In this episode, I’ll discuss an alternative definition of oliguria.
The commonly used definition of oliguria is a urine output of 0.5 mL/kg/hr over a 6 hr period. However some small studies have
suggested that this definition of oliguria is too liberal.
To bring clarity to this clinical issue, a group of authors published a study in the journal Critical Care designed to determine the optimal threshold to define oliguria in critically-ill patients.
The study was a retrospective cohort that analyzed over 15,000 patients. The data was split into a training set and a validation set. In the training set the authors developed multiple models that examined urine output over 3, 6, 12, and 24 hours and compared this to 90 day mortality.

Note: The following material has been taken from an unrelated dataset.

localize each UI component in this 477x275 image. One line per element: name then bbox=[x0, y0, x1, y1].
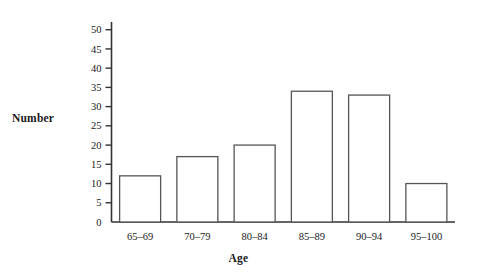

These models were then applied to the validation set of data for evaluation of their performance.
The authors found that the relationship between minimum urine output and 90 day mortality was nonlinear and there was a clear inflection point where mortality increased below 0.2 mL/kg/hr for the 3 and 6 hr windows and 0.3 mL/kg/hr for the 12 and 24 hr windows.

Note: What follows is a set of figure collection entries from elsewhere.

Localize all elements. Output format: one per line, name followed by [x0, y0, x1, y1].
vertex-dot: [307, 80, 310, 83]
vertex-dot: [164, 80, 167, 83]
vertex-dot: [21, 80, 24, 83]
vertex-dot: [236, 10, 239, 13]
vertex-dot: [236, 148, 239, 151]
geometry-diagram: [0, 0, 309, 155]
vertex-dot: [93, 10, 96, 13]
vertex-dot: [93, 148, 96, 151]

When the authors considered a threshold of < 0.2 mL/kg/hr over 6 hr for oliguria, the proportion of patients with an episode of oliguria decreased substantially to just under 25%. Unlike the traditional definition of oliguria, this threshold of 0.2 mL/kg/hr over 6 hr identified a population with a higher predicted 90-day mortality, making this new definition clinically useful. The authors concluded:
The widely used cut-off for oliguria of 0.5 ml/kg/h over 6 h may be too conservative. A cut-off of 0.2 ml/kg/h over 3 or 6 h is supported by the data and should be considered in further definitions of oliguria.